Karnataka Chief Minister Siddaramaiah, who is looking to Prime Minister Narendra Modi for help in the Cauvery water sharing issue with Tamil Nadu, is yet to get a reply — or invitation to talk — from the Prime Minister’s Office (PMO).

Siddaramaiah, who has run out of all options, wrote to Modi, seeing an appointment to brief him about Karnataka’s position.

He is banking on the Centre’s intervention, as the issue is between two States that don’t see eye-to-eye. Karnataka is hoping to use the PM’s good offices to tide over the crisis.

With a tough-to-handle Jayalalithaa as Tamil Nadu Chief Minister, Karnataka has been repeatedly taking the Centre’s help in dealing with the Cauvery issue. It had similarly sought help when PV Narasimha Rao and Atal Bihari Vajpayee were Prime Ministers.

This time around, Karnataka is under the Congress while TN is under the AIADMK, with is no ally to mediate.

Earlier in the day, Siddaramaiah held a long meeting with former Supreme Court and high court judges to take their views to prepare the State to face the Cauvery Supervisory Committee and ongoing Supreme Court case.

Legal experts pointed out a clause under the Cauvery Water Disputes Tribunal order and advised the CM to seek Modi’s intervention. They also told the State government to put pressure on the Centre to despatch an expert team to study the “fast depleting water-level” in the Cauvery basin reservoirs in Karnataka, due to the Supreme Court order to release of 12,000 cusecs of water to Tamil Nadu till September 20.

KPCC president Dinesh Gundu Rao said Modi should intervene to resolve the issue. “The PM is more busy in tweeting rather than responding to Chief Minister Siddaramaiah’s appeal to convene a meeting of all States concerned to find out an amicable solution,” Rao quipped. “So far, the CM has written eight letters to the Prime Minister, for which there has been no response, let alone an acknowledgement. This has given a feeling that Modi is pursuing the agenda of making the country ‘Congress-mukth Bharath’ by not coming to the aid of Congress-ruled Karnataka.”

Karnataka BJP head BS Yeddyurappa said the CM’s request for the Prime Minister’s intervention to resolve the Cauvery water row is an “escapist move”.

Letter to Jayalalithaa Meanwhile, on Thursday, Siddaramaiah wrote another letter to his Tamil Nadu counterpart.

“While the issue of Cauvery water sharing is being adjudicated by the courts and looked into by the Cauvery Supervisory Committee, no benefit can be had by anybody through bandh and agitations,” he said. “I am deeply concerned that certain organisations have called for a bandh in Tamil Nadu tomorrow. You would appreciate that any escalation of animosity between two States would be to the collective detrimental of both the States.”

Violence unfortunately erupted on September 12 in Karnataka despite all the precautions taken by the State government, he added. However, the situation was brought under control within hours.

Rebuke from apex court PTI reports that the Supreme Court on Thursday slammed the Tamil Nadu and Karnataka governments for their failure to stop people from taking to the agitation path after its order on Cauvery river water sharing and said it hoped both States will maintain peace and respect for law.

When told about a shutdown and a ‘rail roko’ stir in Karnataka on Thursday and another bandh on Friday in Tamil Nadu, a Bench of Justice Dipak Misra and Justice Uday Umesh Lalit said the agitations could not be allowed pursuant to the apex court orders.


Prompt >> Reproduce the records below exactly, leaving out any pictures.
|---|
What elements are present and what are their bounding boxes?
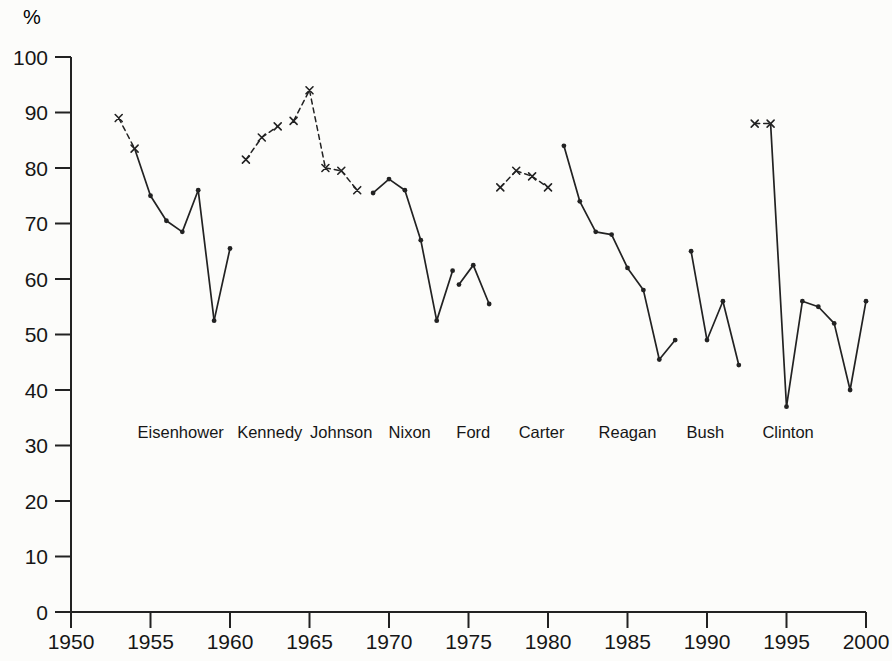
dot-marker-nixon [387, 177, 392, 182]
x-tick-label: 1970 [366, 630, 413, 653]
x-marker-carter [497, 184, 504, 191]
dot-marker-bush [705, 338, 710, 343]
y-tick-label: 70 [25, 212, 48, 235]
y-tick-label: 80 [25, 157, 48, 180]
series-segment-nixon [389, 179, 405, 190]
series-segment-clinton [834, 323, 850, 390]
series-segment-clinton [850, 301, 866, 390]
x-tick-label: 1955 [127, 630, 174, 653]
series-segment-eisenhower [166, 221, 182, 232]
y-tick-label: 30 [25, 434, 48, 457]
x-marker-johnson [354, 187, 361, 194]
dot-marker-eisenhower [196, 188, 201, 193]
dot-marker-nixon [403, 188, 408, 193]
dot-marker-nixon [418, 238, 423, 243]
x-marker-kennedy [274, 123, 281, 130]
dot-marker-reagan [609, 232, 614, 237]
dot-marker-reagan [577, 199, 582, 204]
x-tick-label: 1960 [207, 630, 254, 653]
x-tick-label: 1985 [604, 630, 651, 653]
dot-marker-reagan [657, 357, 662, 362]
series-segment-johnson [310, 90, 326, 168]
x-tick-label: 1965 [286, 630, 333, 653]
y-tick-label: 50 [25, 323, 48, 346]
dot-marker-reagan [625, 266, 630, 271]
series-segment-clinton [818, 307, 834, 324]
y-tick-label: 20 [25, 490, 48, 513]
y-tick-label: 40 [25, 379, 48, 402]
president-label-ford: Ford [456, 423, 490, 441]
dot-marker-eisenhower [212, 318, 217, 323]
y-tick-label: 100 [13, 46, 48, 69]
president-label-carter: Carter [519, 423, 565, 441]
series-segment-bush [691, 251, 707, 340]
president-label-reagan: Reagan [599, 423, 657, 441]
dot-marker-bush [689, 249, 694, 254]
x-marker-kennedy [258, 134, 265, 141]
series-segment-johnson [294, 90, 310, 121]
dot-marker-eisenhower [228, 246, 233, 251]
y-tick-label: 10 [25, 545, 48, 568]
series-segment-nixon [437, 271, 453, 321]
series-segment-eisenhower [151, 196, 167, 221]
series-segment-bush [707, 301, 723, 340]
series-segment-nixon [421, 240, 437, 320]
series-segment-clinton [771, 124, 787, 407]
dot-marker-reagan [673, 338, 678, 343]
dot-marker-eisenhower [148, 193, 153, 198]
dot-marker-ford [471, 263, 476, 268]
x-marker-eisenhower [115, 115, 122, 122]
series-segment-ford [473, 265, 489, 304]
y-tick-label: 60 [25, 268, 48, 291]
series-segment-reagan [659, 340, 675, 359]
dot-marker-reagan [641, 288, 646, 293]
x-marker-johnson [290, 117, 297, 124]
dot-marker-reagan [562, 143, 567, 148]
president-label-clinton: Clinton [762, 423, 813, 441]
series-segment-clinton [802, 301, 818, 307]
dot-marker-bush [736, 363, 741, 368]
series-segment-eisenhower [214, 248, 230, 320]
president-label-bush: Bush [687, 423, 725, 441]
series-segment-reagan [643, 290, 659, 359]
dot-marker-bush [721, 299, 726, 304]
dot-marker-eisenhower [180, 229, 185, 234]
series-segment-reagan [580, 201, 596, 232]
president-label-nixon: Nixon [389, 423, 431, 441]
series-segment-ford [459, 265, 473, 284]
presidential-support-line-chart: 0102030405060708090100195019551960196519… [0, 0, 892, 661]
x-marker-kennedy [242, 156, 249, 163]
dot-marker-clinton [848, 388, 853, 393]
dot-marker-clinton [864, 299, 869, 304]
dot-marker-clinton [784, 404, 789, 409]
series-segment-eisenhower [135, 149, 151, 196]
president-label-eisenhower: Eisenhower [138, 423, 225, 441]
series-segment-nixon [405, 190, 421, 240]
series-segment-clinton [787, 301, 803, 406]
x-tick-label: 2000 [843, 630, 890, 653]
dot-marker-nixon [450, 268, 455, 273]
series-segment-reagan [596, 232, 612, 235]
series-segment-eisenhower [119, 118, 135, 149]
x-tick-label: 1990 [684, 630, 731, 653]
dot-marker-nixon [434, 318, 439, 323]
x-tick-label: 1980 [525, 630, 572, 653]
dot-marker-ford [487, 302, 492, 307]
dot-marker-reagan [593, 229, 598, 234]
dot-marker-clinton [832, 321, 837, 326]
series-segment-nixon [373, 179, 389, 193]
x-tick-label: 1995 [763, 630, 810, 653]
series-segment-reagan [628, 268, 644, 290]
dot-marker-nixon [371, 191, 376, 196]
x-marker-carter [513, 167, 520, 174]
scanned-chart-page: % 01020304050607080901001950195519601965… [0, 0, 892, 661]
x-marker-carter [545, 184, 552, 191]
dot-marker-clinton [816, 304, 821, 309]
series-segment-reagan [612, 235, 628, 268]
x-marker-carter [529, 173, 536, 180]
y-tick-label: 0 [36, 601, 48, 624]
series-segment-eisenhower [182, 190, 198, 232]
series-segment-eisenhower [198, 190, 214, 320]
x-tick-label: 1975 [445, 630, 492, 653]
dot-marker-eisenhower [164, 218, 169, 223]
|---|
Worked solution >>
What elements are present and what are their bounding boxes?
dot-marker-nixon [387, 177, 392, 182]
x-tick-label: 1970 [366, 630, 413, 653]
x-marker-carter [497, 184, 504, 191]
dot-marker-bush [705, 338, 710, 343]
y-tick-label: 70 [25, 212, 48, 235]
y-tick-label: 80 [25, 157, 48, 180]
series-segment-nixon [389, 179, 405, 190]
series-segment-clinton [834, 323, 850, 390]
series-segment-clinton [850, 301, 866, 390]
x-tick-label: 1955 [127, 630, 174, 653]
series-segment-eisenhower [166, 221, 182, 232]
y-tick-label: 30 [25, 434, 48, 457]
x-marker-johnson [354, 187, 361, 194]
dot-marker-eisenhower [196, 188, 201, 193]
dot-marker-nixon [403, 188, 408, 193]
dot-marker-nixon [418, 238, 423, 243]
x-marker-kennedy [274, 123, 281, 130]
dot-marker-reagan [609, 232, 614, 237]
dot-marker-reagan [577, 199, 582, 204]
x-tick-label: 1960 [207, 630, 254, 653]
x-tick-label: 1985 [604, 630, 651, 653]
dot-marker-reagan [657, 357, 662, 362]
series-segment-johnson [310, 90, 326, 168]
x-tick-label: 1965 [286, 630, 333, 653]
y-tick-label: 50 [25, 323, 48, 346]
dot-marker-reagan [625, 266, 630, 271]
series-segment-clinton [818, 307, 834, 324]
y-tick-label: 20 [25, 490, 48, 513]
y-tick-label: 40 [25, 379, 48, 402]
president-label-ford: Ford [456, 423, 490, 441]
dot-marker-eisenhower [212, 318, 217, 323]
y-tick-label: 100 [13, 46, 48, 69]
president-label-carter: Carter [519, 423, 565, 441]
series-segment-bush [691, 251, 707, 340]
president-label-reagan: Reagan [599, 423, 657, 441]
dot-marker-bush [689, 249, 694, 254]
x-marker-kennedy [258, 134, 265, 141]
series-segment-johnson [294, 90, 310, 121]
dot-marker-eisenhower [228, 246, 233, 251]
y-tick-label: 10 [25, 545, 48, 568]
series-segment-nixon [437, 271, 453, 321]
series-segment-eisenhower [151, 196, 167, 221]
series-segment-bush [707, 301, 723, 340]
series-segment-nixon [421, 240, 437, 320]
series-segment-clinton [771, 124, 787, 407]
dot-marker-reagan [673, 338, 678, 343]
dot-marker-eisenhower [148, 193, 153, 198]
dot-marker-ford [471, 263, 476, 268]
x-marker-eisenhower [115, 115, 122, 122]
series-segment-ford [473, 265, 489, 304]
y-tick-label: 60 [25, 268, 48, 291]
series-segment-reagan [659, 340, 675, 359]
dot-marker-reagan [641, 288, 646, 293]
x-marker-johnson [290, 117, 297, 124]
dot-marker-reagan [562, 143, 567, 148]
president-label-clinton: Clinton [762, 423, 813, 441]
series-segment-clinton [802, 301, 818, 307]
dot-marker-bush [736, 363, 741, 368]
series-segment-eisenhower [214, 248, 230, 320]
president-label-bush: Bush [687, 423, 725, 441]
series-segment-reagan [643, 290, 659, 359]
dot-marker-bush [721, 299, 726, 304]
dot-marker-eisenhower [180, 229, 185, 234]
series-segment-reagan [580, 201, 596, 232]
president-label-nixon: Nixon [389, 423, 431, 441]
series-segment-ford [459, 265, 473, 284]
presidential-support-line-chart: 0102030405060708090100195019551960196519… [0, 0, 892, 661]
x-marker-kennedy [242, 156, 249, 163]
dot-marker-clinton [848, 388, 853, 393]
dot-marker-clinton [864, 299, 869, 304]
dot-marker-clinton [784, 404, 789, 409]
series-segment-eisenhower [135, 149, 151, 196]
president-label-eisenhower: Eisenhower [138, 423, 225, 441]
series-segment-nixon [405, 190, 421, 240]
series-segment-clinton [787, 301, 803, 406]
x-tick-label: 2000 [843, 630, 890, 653]
dot-marker-nixon [450, 268, 455, 273]
series-segment-reagan [596, 232, 612, 235]
series-segment-eisenhower [119, 118, 135, 149]
x-tick-label: 1990 [684, 630, 731, 653]
dot-marker-nixon [434, 318, 439, 323]
x-tick-label: 1980 [525, 630, 572, 653]
dot-marker-ford [487, 302, 492, 307]
dot-marker-reagan [593, 229, 598, 234]
dot-marker-clinton [832, 321, 837, 326]
series-segment-nixon [373, 179, 389, 193]
x-tick-label: 1995 [763, 630, 810, 653]
series-segment-reagan [628, 268, 644, 290]
dot-marker-nixon [371, 191, 376, 196]
x-marker-carter [513, 167, 520, 174]
scanned-chart-page: % 01020304050607080901001950195519601965… [0, 0, 892, 661]
x-marker-carter [545, 184, 552, 191]
dot-marker-clinton [816, 304, 821, 309]
series-segment-reagan [612, 235, 628, 268]
x-marker-carter [529, 173, 536, 180]
y-tick-label: 0 [36, 601, 48, 624]
series-segment-eisenhower [182, 190, 198, 232]
series-segment-eisenhower [198, 190, 214, 320]
x-tick-label: 1975 [445, 630, 492, 653]
dot-marker-eisenhower [164, 218, 169, 223]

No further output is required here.